From: Ricardo Wurmus
Subject: Re: Learning the match-syntax...
Date: Sat, 05 Jan 2019 23:35:23 +0100
User-agent: mu4e 1.0; emacs 26.1

Hi swedebugia,

> (define (metadata-ref file lookup)
>                       ^ 2 arguments
>   (fold (lambda (record acc)
>                   ^2 formals, why the acc?

“fold” is a higher order function that takes a two-argument procedure
(the lambda here), an initial value, and a list to fold over.

The procedure that is provided as the first argument is applied to each
element of the list *and* is given the current value of the
so-called accumulator (here bound to “acc”).

The accumulator first gets the initial value; in this case that’s #F.
The return value of the procedure is the new value of the accumulator.
The body is essentially just an “if” expression: the new value of the
accumulator is either whatever the “match” expression returns or it is
the unchanged value “acc”.

But nothing of this has anything to do with “match”.  Let’s look at the
match expressions.

>           (match record
>                  ^input
>             ((record key val)
>                ^match "record" "key" "val" in a list?

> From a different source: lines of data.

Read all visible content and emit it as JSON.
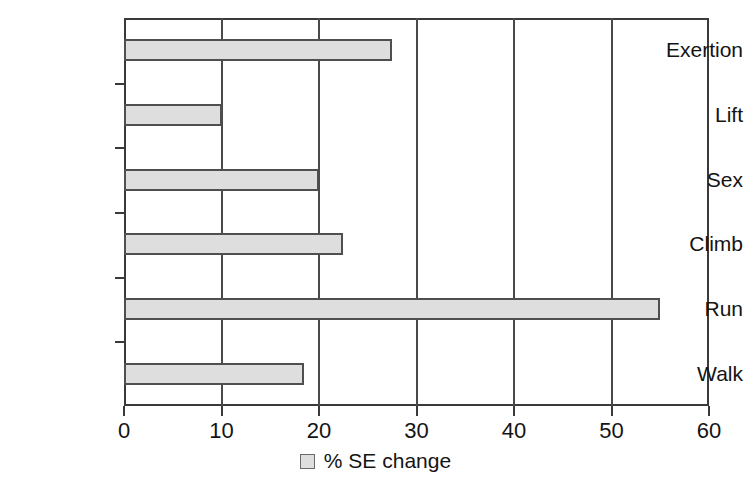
{
  "chart_data": {
    "type": "bar",
    "orientation": "horizontal",
    "title": "",
    "xlabel": "",
    "ylabel": "",
    "categories": [
      "Exertion",
      "Lift",
      "Sex",
      "Climb",
      "Run",
      "Walk"
    ],
    "values": [
      27.5,
      10,
      20,
      22.5,
      55,
      18.5
    ],
    "series": [
      {
        "name": "% SE change",
        "values": [
          27.5,
          10,
          20,
          22.5,
          55,
          18.5
        ]
      }
    ],
    "xlim": [
      0,
      60
    ],
    "xticks": [
      0,
      10,
      20,
      30,
      40,
      50,
      60
    ],
    "xtick_labels": [
      "0",
      "10",
      "20",
      "30",
      "40",
      "50",
      "60"
    ],
    "grid": "vertical",
    "legend": {
      "position": "bottom-center",
      "entries": [
        {
          "label": "% SE change",
          "swatch_color": "#dedede"
        }
      ]
    },
    "colors": {
      "bar_fill": "#dedede",
      "bar_border": "#4f4f4f",
      "axis": "#3a3a3a",
      "gridline": "#4a4a4a",
      "text": "#141414",
      "background": "#ffffff"
    }
  }
}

This is really destructuring the value of “record”, assuming that it is
a three element list, and binding each of the elements to a variable.
Try this:

--8<---------------cut here---------------start------------->8---
(use-modules (ice-9 match))
(match '(hello world how are you ?)
  ((greeting object . question)
   (length question)))
--8<---------------cut here---------------end--------------->8---

This will match the quoted expression against a pattern that binds a
list with at least two values to the variables “greeting”, “object”, and
“question” (for everything after the first two values).

>              (match val
>                        ^input
>                  (('list-pat . stuff) stuff)
>                      ^ if 'list-pat return stuff

If (eq? (car val) 'list-pat) then return (cdr val), even if that might
be the empty list.

>                  (('string-pat stuff) stuff)
>                      ^ if 'string-pat return stuff

This matches if “val” is a two element list where the car is
'string-pat.  It returns the cadr of “val” (cadr = car of the cdr).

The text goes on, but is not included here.